As artificial intelligence (AI) has become more mainstream, there is growing concern about how this will influence elections. Potential targets of AI include election processes, election offices, election officials and election vendors.
Apple Intelligence is an artificial intelligence developed by Apple Inc. Relying on a combination of on-device and server processing, it was announced on June 10, 2024, at WWDC 2024, as a built-in feature of Apple's iOS 18, iPadOS 18, and macOS Sequoia, which were announced alongside Apple Intelligence. Apple Intelligence is free for all users with supported devices. It launched for developers and testers on July 29, 2024, in U.S. English, with the iOS 18.1, macOS 15.1, and iPadOS 18.1 developer betas, released partially in October 2024, and will fully launch by 2025. UK, Australia, Canada, New Zealand, and South African localized versions of English will have support by the end of 2024, while Chinese, English (India), English (Singapore), French, German, Italian, Japanese, Korean, Portuguese, Spanish, and Vietnamese will be added over the course of 2025.
Our deliberator is a traditional generative AI planner based on the HSTS planning framework (Muscettola, 1994), and our control component is a traditional spacecraft attitude control system (Hackney et al. 1993). We also add an architectural component explicitly dedicated to world modeling (the mode identifier), and distinguish between control and monitoring.
Text-to-video is the next frontier for generative AI, though current output is rudimentary. Runway says it'll be making its new generative video model, Gen-2, available to users in 'the coming weeks.'
Microsoft is bringing generative artificial intelligence technologies such as the popular ChatGPT chatting app to its Microsoft 365 suite of business software....the new A.I. features, dubbed Copilot, will be available in some of the company's most popular business apps, including Word, PowerPoint and Excel.
The Google Photos app is getting a redesigned, AI-powered Memories feature...you'll be able to use generative AI to come up with some suggested names like "a desert adventure".
Generative artificial intelligence (AI) will become one of the most important features for creative designers and marketers. Adobe on Tuesday unveiled a Generative Fill feature in Photoshop to bring Firefly's AI capabilities into design.
If you want to run LLaMA 2 on your own machine or modify the code, you can download it directly from Hugging Face, a leading platform for sharing AI models.
Using a Pi 4 with 8GB of RAM, you can create a ChatGPT-like server based on LLaMA.
Draw Things is an app that brings Stable Diffusion to the iPhone. The AI images are generated locally, so you don't need an Internet connection.

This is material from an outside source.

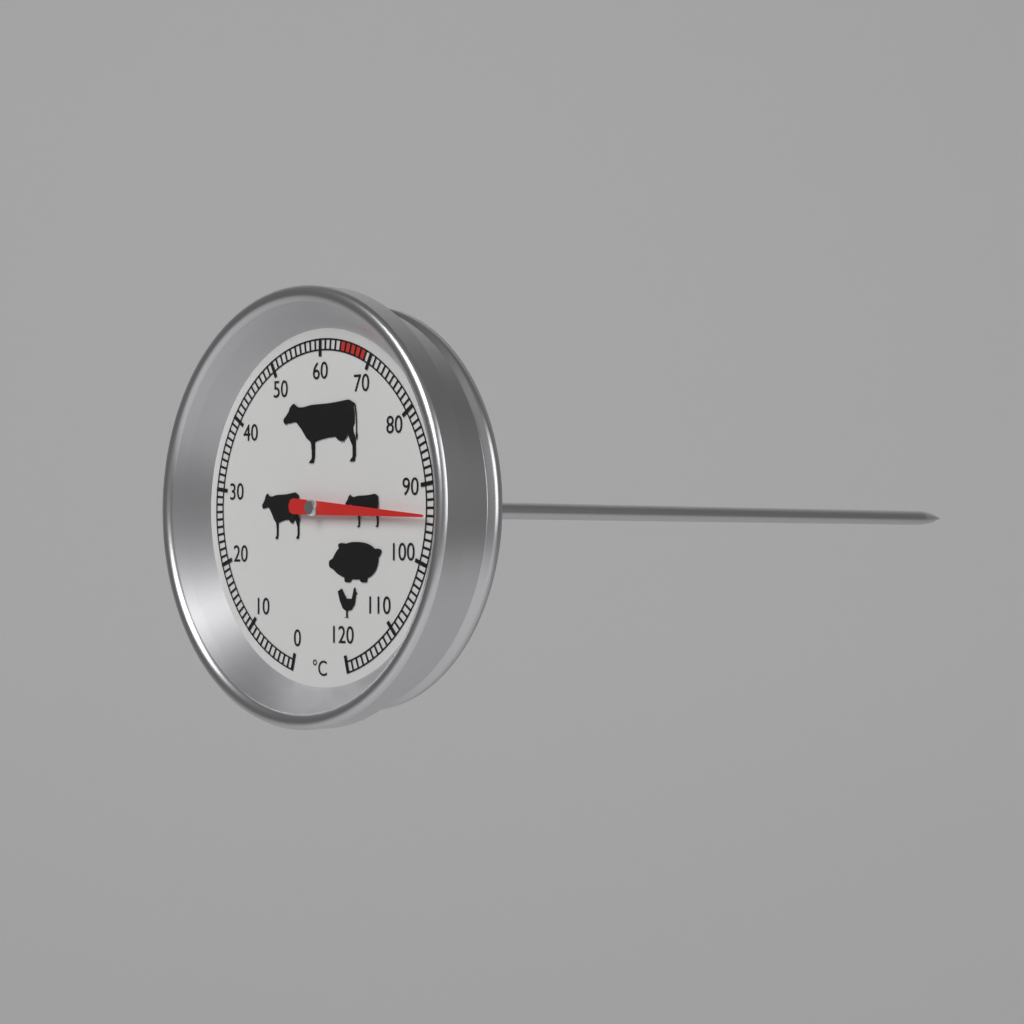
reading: 94 °C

To run LLaMA model at home, you will need a computer build with a powerful GPU that can handle the large amount of data and computation required for inferencing.
the A800 operates at 70% of the speed of A100 GPUs while complying with strict U.S. export standards that limit how much processing power Nvidia can sell.
SAG-AFTRA has joined the Writer's[sic] Guild of America in demanding a contract that explicitly demands AI regulations to protect writers and the works they create. ... The future of generative artificial intelligence in Hollywood—and how it can be used to replace labor—has become a crucial sticking point for actors going on strike. In a news conference Thursday, Fran Drescher, president of the Screen Actors Guild-American Federation of Television and Radio Artists (more commonly known as SAG-AFTRA), declared that 'artificial intelligence poses an existential threat to creative professions, and all actors and performers deserve contract language that protects them from having their identity and talent exploited without consent and pay.'
While there has always been spam on the internet and in the datasets that Wordfreq used, "it was manageable and often identifiable. Large language models generate text that masquerades as real language with intention behind it, even though there is none, and their output crops up everywhere," she wrote. She gives the example that ChatGPT overuses the word "delve," in a way that people do not, which has thrown off the frequency of this specific word.